Sunday, December 18, 2011

The Fenton Project V

Here we have the chassis drilled, punched and the first few bits mounted. Came up with a very nice NOS ceramic socket for the rectifier tube. Those get hot and this one won't care. Nice silver plated contacts, too. So it's time to start connecting stuff. This will work in layers, starting with heaters and primary power supply.

And, a quick look underneath. What photo's can't show is the thought process behind laying this out. I tend to spend a lot of time thinking on these things, scribbling, shoving parts around and trying to reach the best of all the compromises involved. And the longer you go at that, the closer you get to very conventional, established practice. But, every detail you can improve does that much more to lower the noise floor and improve reliability and tone.


Once you mount the Power Transformer and start wiring things up the orientation of the tube sockets makes sense.




The basic rule of heater wiring is that you want to keep it away from signal wires. The two main approaches are to either keep the signals near the chassis and the heaters up in the air as in Fender amps. The other, more often British approach is to keep the heaters low and away from the signal circuits. Here they run to the corner of the chassis where the only wiring they'll be near is the Output Transformer primary and secondary. Neither is susceptible to noise pickup.



That big terminal strip is sort of a divider between the dirty and clean electrical environments inside the amp. On one end is the power cord "safety" ground and on the other is the chassis ground for everything else -- on one side is the raw AC and the secondaries of the power transformer on the other is everything else in the amp with the HV to the rectifier sneaking past.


▸ **What is expected**
Among the lines below, count those with the word "APPÉTITS". Answer with the number only.

▸ **Records from a dataset**
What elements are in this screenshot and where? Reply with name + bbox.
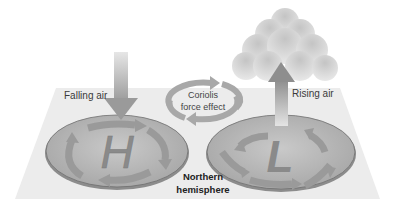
hemisphere-label-line1: Northern bbox=[173, 172, 233, 182]
low-symbol: L bbox=[267, 132, 294, 181]
coriolis-label-line1: Coriolis bbox=[173, 91, 233, 100]
rising-air-label: Rising air bbox=[292, 89, 334, 99]
falling-air-label: Falling air bbox=[64, 91, 107, 101]
pressure-system-diagram: H L Falling air Rising air Coriolis forc… bbox=[0, 0, 396, 208]
hemisphere-label-line2: hemisphere bbox=[173, 185, 233, 195]
coriolis-label-line2: force effect bbox=[173, 103, 233, 112]
high-symbol: H bbox=[100, 126, 134, 178]
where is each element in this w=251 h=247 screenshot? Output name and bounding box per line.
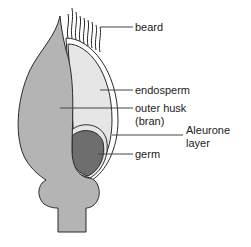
label-aleurone-layer: layer [186,137,210,149]
label-outer-husk-bran: (bran) [135,115,164,127]
label-beard: beard [135,21,163,33]
label-outer-husk: outer husk [135,102,187,114]
label-aleurone: Aleurone [186,124,230,136]
wheat-grain-diagram: beard endosperm outer husk (bran) Aleuro… [0,0,251,247]
label-endosperm: endosperm [135,84,190,96]
label-germ: germ [135,148,160,160]
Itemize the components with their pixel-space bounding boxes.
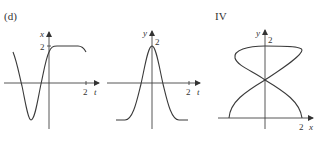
horizontal-tick-label: 2 (83, 87, 88, 97)
curve-parametric-loop-top (235, 46, 302, 80)
panel-label-IV: IV (215, 10, 227, 22)
panel-label-d: (d) (4, 10, 17, 23)
horizontal-tick-label: 2 (186, 87, 191, 97)
vertical-axis-label: x (39, 29, 44, 39)
horizontal-axis-label: x (308, 122, 313, 132)
horizontal-axis-label: t (197, 87, 200, 97)
vertical-axis-label: y (255, 28, 260, 38)
panel-d-y-vs-t: y 2 2 t (107, 28, 200, 129)
panel-d-x-vs-t: (d) x 2 2 t (4, 10, 99, 129)
curve-parametric-bottom (229, 80, 302, 118)
vertical-tick-label: 2 (155, 37, 160, 47)
figure-canvas: (d) x 2 2 t y 2 2 t IV y 2 2 x (0, 0, 314, 142)
vertical-tick-label: 2 (268, 35, 273, 45)
vertical-tick-label: 2 (40, 42, 45, 52)
panel-IV-y-vs-x: IV y 2 2 x (215, 10, 313, 132)
horizontal-axis-label: t (94, 87, 97, 97)
horizontal-tick-label: 2 (299, 122, 304, 132)
vertical-axis-label: y (142, 28, 147, 38)
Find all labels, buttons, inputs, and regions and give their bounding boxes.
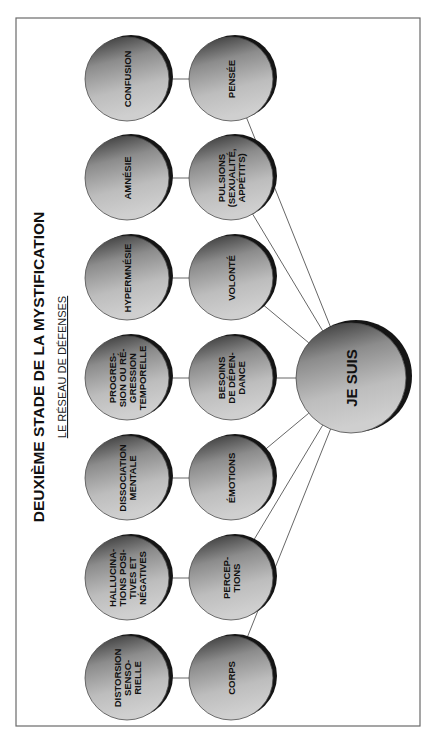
center-node-label: JE SUIS (343, 349, 360, 407)
node-label-line: CORPS (226, 660, 237, 694)
node-label-line: TIONS (231, 563, 242, 593)
defense-node: HALLUCINA-TIONS POSI-TIVES ETNÉGATIVES (85, 534, 173, 620)
faculty-node: PULSIONS(SEXUALITÉ,APPÉTITS) (189, 134, 277, 220)
node-label-line: TEMPORELLE (137, 345, 148, 410)
defense-node: AMNÉSIE (85, 134, 173, 220)
faculty-node: VOLONTÉ (189, 234, 277, 320)
diagram-subtitle: LE RÉSEAU DE DÉFENSES (56, 296, 68, 438)
defense-node: PROGRES-SION OU RÉ-GRESSIONTEMPORELLE (85, 334, 173, 420)
node-label-line: CONFUSION (122, 51, 133, 108)
defense-node: HYPERMNÉSIE (85, 234, 173, 320)
node-label-line: PENSÉE (226, 59, 237, 98)
diagram-title: DEUXIÈME STADE DE LA MYSTIFICATION (30, 212, 47, 523)
faculty-node: PENSÉE (189, 35, 277, 121)
faculty-node: BESOINSDE DÉPEN-DANCE (189, 334, 277, 420)
defense-node: DISSOCIATIONMENTALE (85, 434, 173, 520)
node-label-line: HYPERMNÉSIE (122, 243, 133, 312)
faculty-node: CORPS (189, 634, 277, 720)
center-node: JE SUIS (296, 320, 412, 433)
node-label-line: NÉGATIVES (137, 550, 148, 605)
node-label-line: APPÉTITS) (236, 153, 247, 202)
node-label-line: ÉMOTIONS (226, 452, 237, 503)
nodes-layer: CONFUSIONPENSÉEAMNÉSIEPULSIONS(SEXUALITÉ… (85, 35, 277, 720)
diagram-canvas: CONFUSIONPENSÉEAMNÉSIEPULSIONS(SEXUALITÉ… (0, 0, 437, 741)
node-label-line: RIELLE (132, 661, 143, 695)
node-label-line: DANCE (236, 360, 247, 394)
faculty-node: PERCEP-TIONS (189, 534, 277, 620)
node-label-line: VOLONTÉ (226, 254, 237, 300)
defense-node: CONFUSION (85, 35, 173, 121)
defense-node: DISTORSIONSENSO-RIELLE (85, 634, 173, 720)
node-label-line: AMNÉSIE (122, 156, 133, 200)
node-label-line: MENTALE (127, 455, 138, 501)
faculty-node: ÉMOTIONS (189, 434, 277, 520)
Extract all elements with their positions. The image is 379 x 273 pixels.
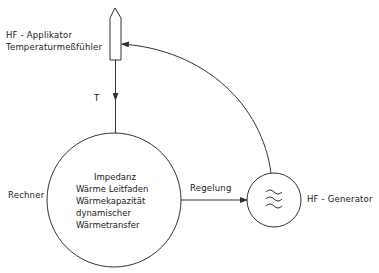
probe-label-line2: Temperaturmeßfühler xyxy=(6,42,102,53)
computer-content-4: dynamischer xyxy=(76,208,131,220)
edge-generator-to-probe xyxy=(122,44,271,173)
generator-circle xyxy=(247,173,301,227)
computer-content-2: Wärme Leitfaden xyxy=(76,184,148,196)
computer-content-1: Impedanz xyxy=(94,172,136,184)
computer-label: Rechner xyxy=(8,190,44,201)
probe-shape xyxy=(110,8,121,60)
computer-content-5: Wärmetransfer xyxy=(76,220,140,232)
edge-label-t: T xyxy=(94,93,99,104)
probe-label-line1: HF - Applikator xyxy=(6,30,72,41)
computer-content-3: Wärmekapazität xyxy=(76,196,145,208)
edge-label-regelung: Regelung xyxy=(190,183,232,194)
triple-wave-icon xyxy=(266,190,282,208)
generator-label: HF - Generator xyxy=(307,194,373,205)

▸ **Written solution**
2